By Mary Welch

With about $40 million cash on hand, ImmuLogic Pharmaceutical Corp. is ending its business activities and aiming to distribute its assets.

"We are now in the process of deciding what is the best way to carry that out," said Joseph Marr, president and CEO. "Until then, we're not prepared to give numbers or more details."

The company, which never recovered from its failed clinical trials of the allergy vaccines Allervax Ragweed and Allervax Cat, has five employees, down from an all-time high of 155 employees two and a half years ago.

In a Phase II trial reported in April 1996, Allervax Cat produced statistically significant benefit in only one of four dosing regimes. A month earlier, development partner Hoechst Marion Roussel, of Frankfurt, Germany, had pulled out of the collaboration. In January 1997, Phase II study results from the Allervax Ragweed trial demonstrated statistically significant benefit at one dose level, but failed to show as much in another. A second trial was delayed. (See BioWorld Today, June 30, 1997, p. 1.)

In late 1997, the company put both trials on hold, slashed staff and cut projected net cash spending from about $18 million to $3 million per year.

The Allervax products used allergy-causing proteins to teach the immune system not to respond to a specific invading allergen, such as ragweed pollen or cat dander.

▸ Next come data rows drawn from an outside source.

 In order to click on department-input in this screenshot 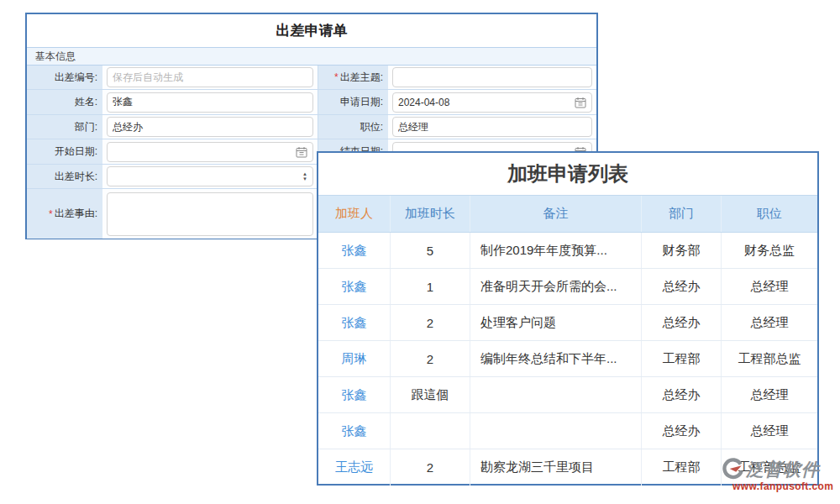, I will do `click(210, 127)`.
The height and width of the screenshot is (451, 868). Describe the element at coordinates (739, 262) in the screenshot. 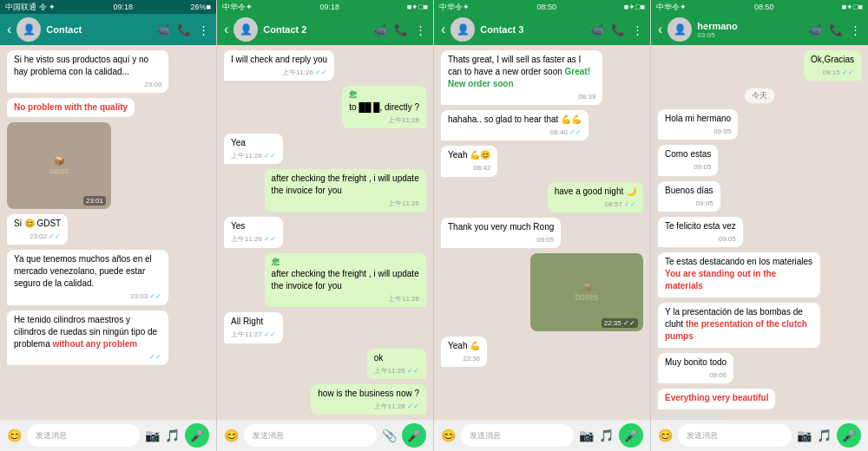

I see `msg-text: Te estas destacando en los materiales` at that location.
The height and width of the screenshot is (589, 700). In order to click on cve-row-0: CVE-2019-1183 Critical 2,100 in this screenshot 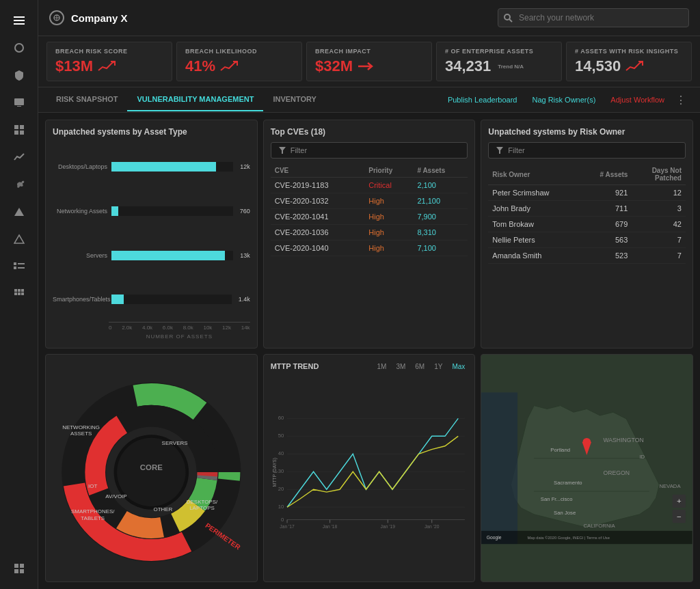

"We just didn't see the efficacy we expected," Marr said of the trials. "We could have researched it and done more trials, but that would have been an expensive proposition, and it just didn't make sense."

However, the company retooled the allergy drugs and entered into agreements with Sankyo Co. Ltd., of Tokyo, for a treatment of allergies to Japanese cedar pollen; and with Heska Corp., of Fort Collins, Colo., to use ImmuLogic's recombinant allergen technology for diagnosis and treatment of allergies in humans and animals. (See BioWorld Today, May 28, 1998, p. 1, and June 22, 1998, p. 1.)

"We're considering the best method to deal with potential royalty streams in our collaborations with Sankyo and Heska," Marr said.

As the company's troubles piled up, ImmuLogic officials reviewed about 70 companies to merge with or acquire.

"We made the decision that it was better to save our cash than use it to acquire or merge with an early-stage biotech company," Marr said. "The important message is that we believe we have a good deal [with Cantab Pharmaceuticals plc, of Cambridge, U.K.], and we have been careful to conserve our cash and will maximize best return to our investors."

The deal with Cantab, in which Waltham, Mass.-based ImmuLogic sold two research-stage vaccine programs for the treatment of nicotine and cocaine addiction for $9 million in Cantab stock, is unaffected by the most recent development.

ImmuLogic gave $6 million in cash to help fund the vaccines' development through the end of 2000, by which time the vaccines should be in Phase II trials. Contingent upon their successful completion, ImmuLogic could reap as much as $11 million in milestone payments.

"We believe this is a very favorable deal for our shareholders, and I believe they will see a good upside on this," Marr said. Although Cantab is developing the vaccines, Marr said it is likely that ImmuLogic will have an operating role in the program.

ImmuLogic's stock (NASDAQ:IMUL) closed Monday at $1.718, up $0.218.